Ah, 'Kismet,' or Carry On Camel, as we called it. I thought the show was shocking. It was the worst designed production ever but it's got a fantastic score. It's not an awfully good book though. You really have to work hard to eke out any laughs from that script.

We've been called the soundtrack of people's lives. There have been lots of downs, of course but mostly ups. That EW&F is still clicking at least twenty years on and has a life of its own, that the songs have stayed alive - we're like a good book that people go back to.

The Museum of the Bible, the sprawling, 430,000-square-foot tribute to the good book, has been dogged by controversies long before opening day. It's been criticized for not including enough Jesus, for excluding various religious traditions, and for being evangelical propaganda.

I checked to see if there'd been a really good book published in the last few decades. Then I started with what Cleopatra would have read, asking myself, 'What can we know about her education?' It turns out to be a very great deal, and bizarrely, no one had written about that before.

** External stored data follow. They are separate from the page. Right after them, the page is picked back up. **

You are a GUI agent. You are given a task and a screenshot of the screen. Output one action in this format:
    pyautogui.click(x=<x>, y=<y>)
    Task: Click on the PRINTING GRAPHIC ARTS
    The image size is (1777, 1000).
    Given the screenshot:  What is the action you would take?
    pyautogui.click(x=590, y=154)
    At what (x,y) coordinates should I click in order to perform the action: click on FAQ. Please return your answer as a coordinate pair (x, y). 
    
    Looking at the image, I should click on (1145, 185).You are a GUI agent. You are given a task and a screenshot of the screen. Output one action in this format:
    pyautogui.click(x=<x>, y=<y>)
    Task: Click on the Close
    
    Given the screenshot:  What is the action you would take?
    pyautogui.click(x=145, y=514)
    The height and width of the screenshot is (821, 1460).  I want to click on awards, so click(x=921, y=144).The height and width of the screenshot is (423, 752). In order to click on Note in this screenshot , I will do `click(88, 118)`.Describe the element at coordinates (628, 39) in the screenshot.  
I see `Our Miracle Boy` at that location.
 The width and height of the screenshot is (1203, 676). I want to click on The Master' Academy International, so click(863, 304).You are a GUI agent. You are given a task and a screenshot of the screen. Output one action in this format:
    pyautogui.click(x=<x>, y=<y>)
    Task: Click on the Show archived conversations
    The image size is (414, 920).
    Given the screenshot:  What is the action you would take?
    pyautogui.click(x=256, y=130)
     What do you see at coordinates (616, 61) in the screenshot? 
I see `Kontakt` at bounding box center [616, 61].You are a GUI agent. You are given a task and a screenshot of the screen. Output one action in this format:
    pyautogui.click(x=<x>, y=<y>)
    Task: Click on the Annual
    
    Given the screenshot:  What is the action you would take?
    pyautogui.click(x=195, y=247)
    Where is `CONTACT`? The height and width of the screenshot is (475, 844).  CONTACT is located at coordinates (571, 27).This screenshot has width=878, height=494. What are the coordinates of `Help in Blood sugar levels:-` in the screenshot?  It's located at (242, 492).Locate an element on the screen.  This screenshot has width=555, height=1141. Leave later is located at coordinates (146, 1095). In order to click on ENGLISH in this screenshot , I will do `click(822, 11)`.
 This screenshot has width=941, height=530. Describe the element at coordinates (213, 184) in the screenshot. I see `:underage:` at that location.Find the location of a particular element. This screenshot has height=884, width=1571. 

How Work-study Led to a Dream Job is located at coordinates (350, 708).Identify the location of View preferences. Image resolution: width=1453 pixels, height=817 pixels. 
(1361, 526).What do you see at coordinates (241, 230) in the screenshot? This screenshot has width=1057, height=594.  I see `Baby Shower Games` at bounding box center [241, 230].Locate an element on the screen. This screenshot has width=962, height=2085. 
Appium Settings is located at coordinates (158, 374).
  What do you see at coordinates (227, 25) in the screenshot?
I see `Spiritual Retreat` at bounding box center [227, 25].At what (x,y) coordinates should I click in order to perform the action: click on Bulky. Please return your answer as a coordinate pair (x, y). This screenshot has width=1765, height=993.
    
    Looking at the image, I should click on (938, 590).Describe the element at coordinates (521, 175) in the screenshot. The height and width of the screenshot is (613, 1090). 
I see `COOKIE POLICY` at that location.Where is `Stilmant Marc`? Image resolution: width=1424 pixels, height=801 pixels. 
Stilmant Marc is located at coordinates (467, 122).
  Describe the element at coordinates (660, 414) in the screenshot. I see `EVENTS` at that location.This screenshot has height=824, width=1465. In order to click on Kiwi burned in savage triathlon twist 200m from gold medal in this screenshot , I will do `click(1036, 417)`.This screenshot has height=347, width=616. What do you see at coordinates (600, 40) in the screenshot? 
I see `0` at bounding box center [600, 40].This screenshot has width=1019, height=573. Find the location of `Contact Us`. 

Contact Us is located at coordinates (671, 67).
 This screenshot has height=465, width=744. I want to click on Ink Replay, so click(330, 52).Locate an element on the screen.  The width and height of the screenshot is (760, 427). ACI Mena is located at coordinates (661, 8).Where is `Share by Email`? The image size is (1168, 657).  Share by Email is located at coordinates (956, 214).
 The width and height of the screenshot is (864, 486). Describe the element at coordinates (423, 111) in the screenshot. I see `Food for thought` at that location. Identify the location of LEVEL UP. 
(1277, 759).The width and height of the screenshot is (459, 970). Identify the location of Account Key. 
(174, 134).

Even if you aren't a believer, there are incredible stories in the 'good book' that I guarantee you will keep you glued to the page. The Bible is no less a part of our cultural heritage than Shakespeare is - and by the way, Shakespeare's plays are absolutely loaded with Biblical references.

Published in 1947, 'The Plague' has often been read as an allegory, a book that is really about the occupation of France, say, or the human condition. But it's also a very good book about plagues, and about how people react to them - a whole category of human behavior that we have forgotten.

I remember going over proofs of this book - my first book - back in 2001, in a bar in Toronto called the 'Victory Cafe', and thinking sadly to myself, 'This is a very good manuscript but not a very good book.' I don't know what I meant by that, but I was pretty heartbroken and sure it was true.

Readers really want to come back to an author; they do not want a one-book wonder. That is all very well, but to be career author, you have to be prepared to write one really good book and then write another really good book and keep feeding your readers. You build your audience over a long time.

Shakespeare is renewed each time you see it or read it. I've seen 'Midsummer Night's Dream' so many times, and each time it's a little different, or a different line leaps out at me. It's like re-reading a good book over and over, always noticing something you hadn't seen the time before - and that's rare.

When I was a teenager, reading for me was as normal, as unremarkable as eating or breathing. Reading gave flight to my imagination and strengthened my understanding of the world, the society I lived in, and myself. More importantly, reading was fun, a way to live more than one life as I immersed myself in each good book I read.